Publication Date

1-2015

Comments

Technical Report: UTEP-CS-15-09

Abstract

Researchers continuously look for possible relations between relevant quantities, e.g., relations which may help in preventing and curing diseases. Once a hypothesis is made about such a relation, it is necessary to test whether it is confirmed by the data. For such hypothesis testing, t-tests are most widely used. For example, a t-test can check, based on two samples, whether it is possible that they come from distributions with the same mean -- e.g., whether the average blood pressure after a proposed treatment is the same as before or it is provably smaller -- meaning that the tested treatment works.

In traditional statistics, we assume that we know the exact values of the corresponding quantities. In biomedical research, however, it is important to preserve patients' privacy and confidentiality -- and, knowing the exact values of all relevant parameters, one can uniquely identify the patient. One of the most efficient ways to preserve privacy is thus to replace the exact values with intervals containing such values. For example, instead of the exact age -- which can uniquely identify the patient -- we only store an interval containing this age: between 20 and 30, or between 30 and 40, etc.

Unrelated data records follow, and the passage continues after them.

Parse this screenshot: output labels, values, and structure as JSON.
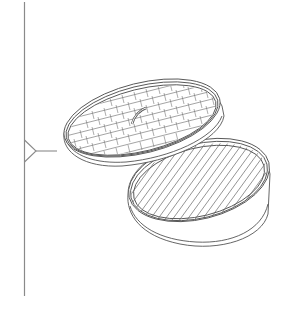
{
  "illustration": {
    "subject": "bamboo steamer with lid",
    "alt": "Line drawing of a bamboo steamer basket with its woven lid tilted above it",
    "stroke_color": "#555555",
    "guide_color": "#8a8a8a",
    "background": "#ffffff"
  },
  "pointer": {
    "icon": "pointer-arrow-icon"
  }
}
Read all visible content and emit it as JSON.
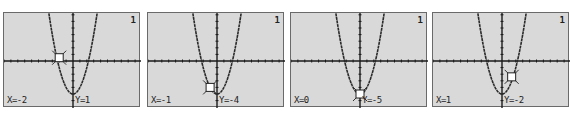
{
  "screens": [
    {
      "plot_number": "1",
      "x_label": "X=-2",
      "y_label": "Y=1",
      "cursor": {
        "x": -2,
        "y": 0.5
      }
    },
    {
      "plot_number": "1",
      "x_label": "X=-1",
      "y_label": "Y=-4",
      "cursor": {
        "x": -1,
        "y": -4
      }
    },
    {
      "plot_number": "1",
      "x_label": "X=0",
      "y_label": "Y=-5",
      "cursor": {
        "x": 0,
        "y": -5
      }
    },
    {
      "plot_number": "1",
      "x_label": "X=1",
      "y_label": "Y=-2",
      "cursor": {
        "x": 1.4,
        "y": -2.4
      }
    }
  ],
  "graph": {
    "function": "y = x^2 - 5",
    "xmin": -10,
    "xmax": 10,
    "ymin": -6,
    "ymax": 8,
    "background_color": "#d9d9d9",
    "curve_color": "#2a2a2a",
    "axis_color": "#1a1a1a"
  },
  "chart_data": {
    "type": "line",
    "title": "",
    "xlabel": "X",
    "ylabel": "Y",
    "trace_points": [
      {
        "x": -2,
        "y": 1
      },
      {
        "x": -1,
        "y": -4
      },
      {
        "x": 0,
        "y": -5
      },
      {
        "x": 1,
        "y": -2
      }
    ],
    "xlim": [
      -10,
      10
    ],
    "ylim": [
      -6,
      8
    ]
  }
}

Different values from the corresponding intervals lead, in general, to different values of the corresponding statistic. In such situations, to make sure that the data confirms the given hypothesis, we need to check that the corresponding statistic is within the desired interval for all possible values of the input quantities. In other words, we need to make sure that the whole range of possible values of the corresponding statistic is inside the desired interval. Computing this interval is, in general, NP-hard. In this talk, we provide efficient algorithms for computing t-tests under privacy-motivated interval uncertainty.